Urushihara nodded at Emi’s question. “Well, if you assume that Raguel ain’t here to bring Gabriel back to heaven…I’m guessing he’s here to lay judgment on someone.”
“It might not be ‘doves’ like me paying house calls any longer.”
The warning was clear upon Urushihara’s mind.
“What kind of judgment?”
“You don’t know?”
Maou’s question seemed far less weighty to him than Emi’s.
“Neither of you? The King of All Demons and the half-angel Hero over there?”
Urushihara then turned to Suzuno.
“Heaven stood by blithely while the Devil King’s army ran roughshod over Ente Isla.

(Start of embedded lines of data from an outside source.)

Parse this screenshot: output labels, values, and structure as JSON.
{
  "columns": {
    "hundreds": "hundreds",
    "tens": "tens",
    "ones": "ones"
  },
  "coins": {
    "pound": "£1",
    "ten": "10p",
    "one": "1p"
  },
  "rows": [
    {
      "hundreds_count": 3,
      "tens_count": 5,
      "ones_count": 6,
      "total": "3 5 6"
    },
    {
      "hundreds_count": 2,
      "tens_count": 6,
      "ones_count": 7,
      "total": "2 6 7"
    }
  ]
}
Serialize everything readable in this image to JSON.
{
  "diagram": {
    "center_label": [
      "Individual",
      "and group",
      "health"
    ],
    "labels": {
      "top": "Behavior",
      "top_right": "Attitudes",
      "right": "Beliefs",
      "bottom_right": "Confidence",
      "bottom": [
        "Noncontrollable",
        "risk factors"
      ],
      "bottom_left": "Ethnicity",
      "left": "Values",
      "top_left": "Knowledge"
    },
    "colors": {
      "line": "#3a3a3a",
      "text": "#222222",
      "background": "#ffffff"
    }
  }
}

So why’s it sending angels down to Japan, on another world, like it’s goin’ outta style? You ever think about that?”
For Suzuno, a high-level Church cleric who sent many of her sect’s knights to their doom while proclaiming all the while that her god’s blessings were on their side, the question was enough to crush her.

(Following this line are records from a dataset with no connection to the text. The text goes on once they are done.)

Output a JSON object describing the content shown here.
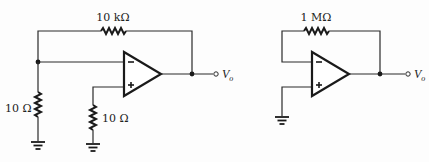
{
  "circuits": [
    {
      "id": "left",
      "description": "Non-inverting amplifier with input grounded through resistor",
      "feedback_resistor": {
        "label": "10 kΩ"
      },
      "ground_resistor": {
        "label": "10 Ω"
      },
      "noninverting_resistor": {
        "label": "10 Ω"
      },
      "opamp": {
        "minus": "−",
        "plus": "+"
      },
      "output": {
        "symbol": "V",
        "subscript": "o"
      }
    },
    {
      "id": "right",
      "description": "Op-amp with feedback resistor, non-inverting input grounded",
      "feedback_resistor": {
        "label": "1 MΩ"
      },
      "opamp": {
        "minus": "−",
        "plus": "+"
      },
      "output": {
        "symbol": "V",
        "subscript": "o"
      }
    }
  ]
}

“…No matter how many Ente Islans lose their lives, it never affects the heavens at all…” she whispered.
“Bingo.”
A cruel reply.
“But if they think it’s their fault, they’ll try to fix it…in the way they prefer to do it. You get me? Maou, Yusa, and Ashiya and Bell, too, of course—you’re all getting close to a truth the heavens want to keep hidden; you’re keeping Sephirah fragments to yourself; and you used your innate powers to dispatch multiple frontline angels. If Raguel declares you to be an enemy of all heaven…”
The newscast, playing to Maou’s crew and nobody else, played footage from a civil war in one nation or another.
“That’s when heaven’s gonna start gettin’ serious. They’ll make Gabriel’s Heavenly Regiment look like a bunch of kindergartners.”
“…Bullcrap!” Maou hammered an angry fist down on the table. “Then why didn’t they just attack us directly this time, too?!”
“Dunno, man. All this assumes that we can believe what Gabriel told me. For all we know, they’re after something totally unrelated to us—that ‘woman in white,’ for example. We have no idea where Chiho Sasaki’s ring came from, right?”
“So what do you want us to do? We can hardly just sit here and wait for Raguel to take action. That could lead to more victims like Ms. Sasaki.”
“Yeah, about that. I actually got ideas along those lines, so I’ve been waiting for a bit
now.”
“Waiting? For what…?”
“Now for a roundup of the day’s top news.”
The newscaster chose that moment to wrap up his civil-war coverage and launch into a recap of Japan’s main news stories of the day.
“Technicians are still looking into a bug that’s inconvenienced users across the metro area, one that’s preventing TV-compatible cell phones and tablets from receiving broadcasts.”
“Oh, that wasn’t just Dokodemo?”
Emi, who had spent much of the past few days assuaging irate customers about that exact issue, perked up at the mention.
The screen showed some hapless phone-company executive apologizing at a press conference, bowing down low as he drowned in a blaze of camera flashes.
Then:
“Geh!”
“Whoa!”
“Agh!”
As if thrown off balance by the litany of flashes, Maou and Ashiya fell off of their chairs.
Urushihara managed to grab on to the table in time, but his knees were visibly trembling.
“Wh-what’s wrong with you guys?”
“Are you all right?!”
Emi helped Maou up and Suzuno lent a hand to Ashiya, both wondering why they had been suddenly blown aside by nothing in particular.
“Huh?”
“Wha?!”
When they set eyes on the two demons, however, their eyes popped out of their sockets.
Their hair was on end, as if they had been electrocuted.
Poor Ashiya, fresh from Suzuno’s sonar probing, had his hair going every which direction, as if he purchased an economy-sized jar of hair wax and figured he better use it all before the sell-by date.
“What is going on with you people?!”
“…That’s what I want to know.” Maou’s voice was shaky and cheerless.
“Emilia and Bell didn’t notice that? Must be that receptiveness you guys have…”
Urushihara looked unfazed at first glance, but he still sounded a bit pained as he gestured toward the TV.
In the midst of this furor, the news had already moved on to a story about the nationwide heat wave leading to an epidemic of heatstroke cases.
“Wh-what? The TV? Huh? A-all right, all right, gimme a sec!”